The problem with excuses or ‘reasons why not’, is that they prevent us from taking the action that would be needed to achieve the results we want.
Think about some aspect of your business that you would like to have better results with. It could be having more customers or more leads or more profit for example.
First of all, what exactly is the result you want and when? Lack of specific goals is the first barrier – you have to have or invent a specific goal before you can find a solution for it. “More profit” sounds like a goal, but it isn’t, it’s just a vague wish. A goal would be a specific number by a specific date. Ideally such a goal would be one that you’d be happy with, not one you’d settle for.
Once you have the specific goal clear, think of the excuses you have for why it isn’t possible or why it isn’t happening and write them down. Write at least 10. You’ll probably find it hard to get past three or four, but keep going.
Now for each one, write down three or more reasons why it’s not actually true, and what you could do to counteract it. For example you might have as excuse that there’s an economic downturn and customers aren’t buying. So in response to that you could ask yourself why that’s not true and what you can do to counteract it? Actually are there some customers buying, but just not as many, or not from you?

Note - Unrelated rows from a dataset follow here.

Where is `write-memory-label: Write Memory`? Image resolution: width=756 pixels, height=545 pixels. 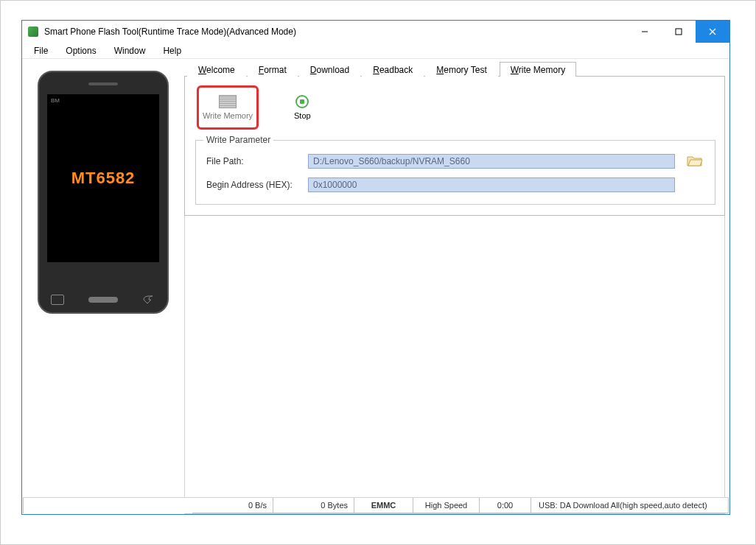
write-memory-label: Write Memory is located at coordinates (228, 116).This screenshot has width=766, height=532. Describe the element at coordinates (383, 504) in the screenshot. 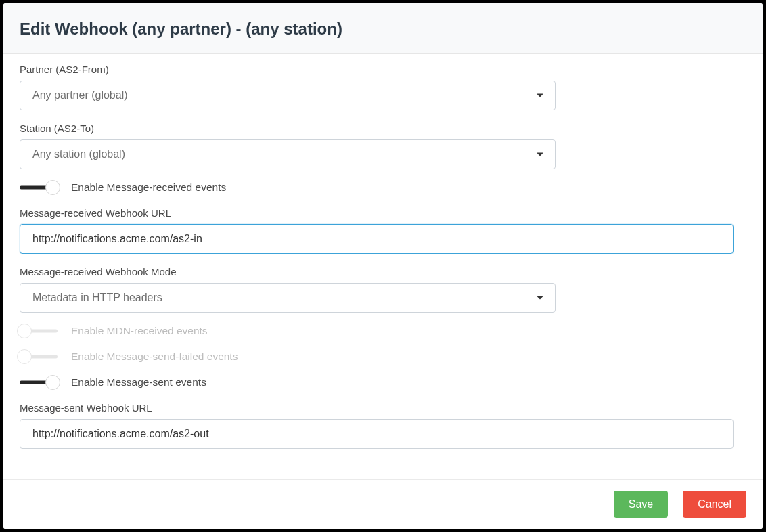

I see `modal-footer: Save Cancel` at that location.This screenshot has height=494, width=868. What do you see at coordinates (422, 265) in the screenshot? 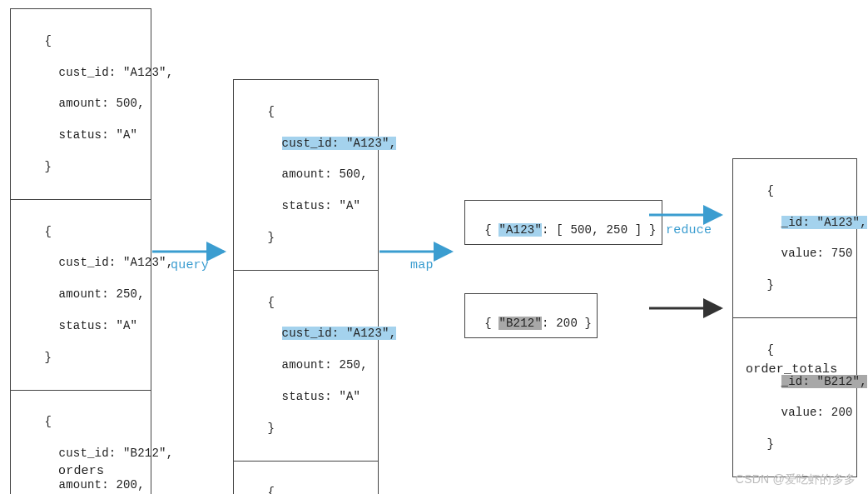
I see `map-label: map` at bounding box center [422, 265].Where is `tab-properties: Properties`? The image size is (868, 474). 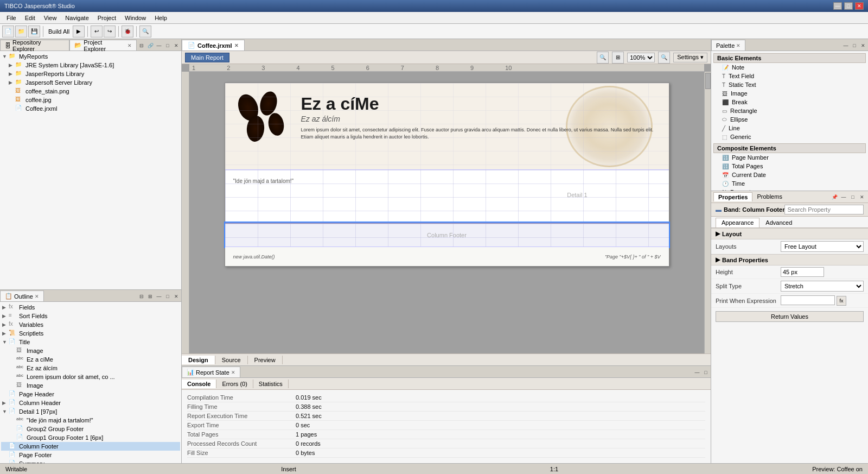 tab-properties: Properties is located at coordinates (733, 197).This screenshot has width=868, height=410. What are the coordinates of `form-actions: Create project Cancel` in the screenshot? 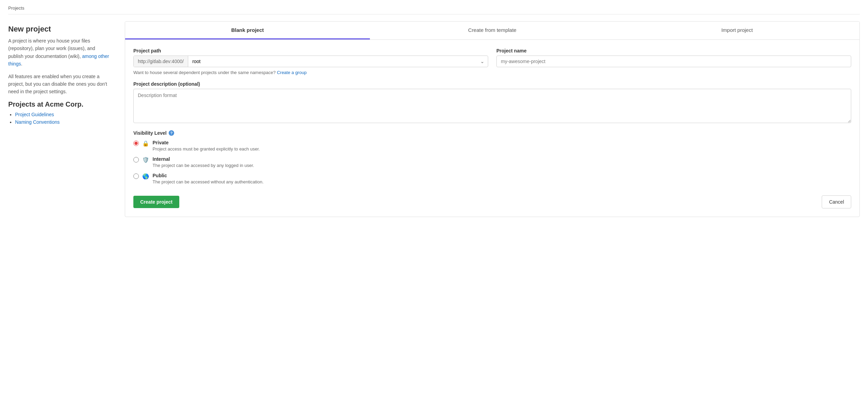 It's located at (492, 201).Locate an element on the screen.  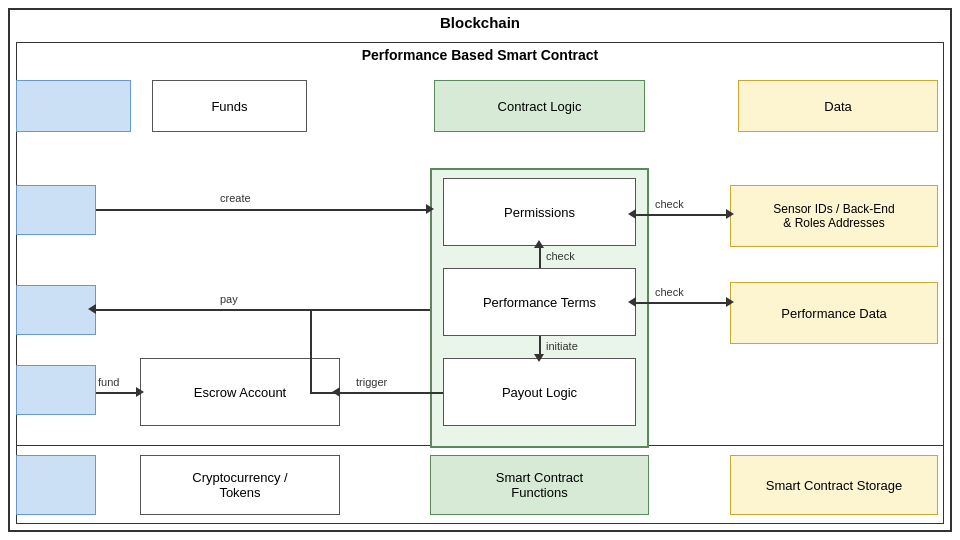
pay-label: pay is located at coordinates (229, 299).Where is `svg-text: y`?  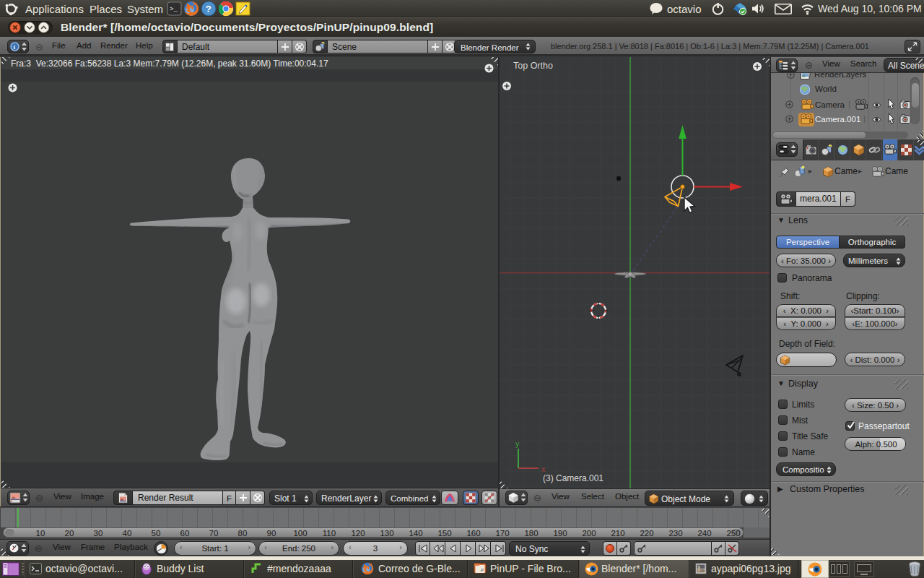
svg-text: y is located at coordinates (518, 444).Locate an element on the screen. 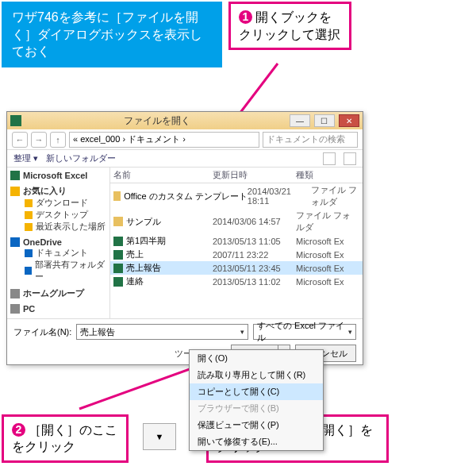  file-row: 売上報告2013/05/11 23:45Microsoft Ex is located at coordinates (236, 268).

What are they buying, and from whom? What could you do to get more of them buying and from you? The whole point is to challenge the excuses. There is always something you can do – usually lots of things – but you only really start to see them when you challenge the limiting beliefs and ask instead “what could we do?”.
If you still find you’re stuck, or if you’re so fixed in believing your own excuses, you need to enlist the help of an unreasonable person who won’t accept your excuses. We all know someone like that, any kind of Coach makes it their focus to ask challenging and unreasonable things of people.
As you go through the process, it’s OK to identify further excuses why something won’t work or isn’t possible – but then you have to work on those new ones too, “What could we do to counteract it?”.
Once you’ve made some progress and have some ideas of what you could do, write them down as a series of potential actions. You’ve then got the beginnings of a plan.
Then, go through each action and ask “if we do this, is it likely to achieve the result we want?”. You then either change it so that the answer becomes yes, or dump it and move on to the next. The aim is to have enough actions that you can step back and honestly say that taking all those actions is likely to achieve the specific goal.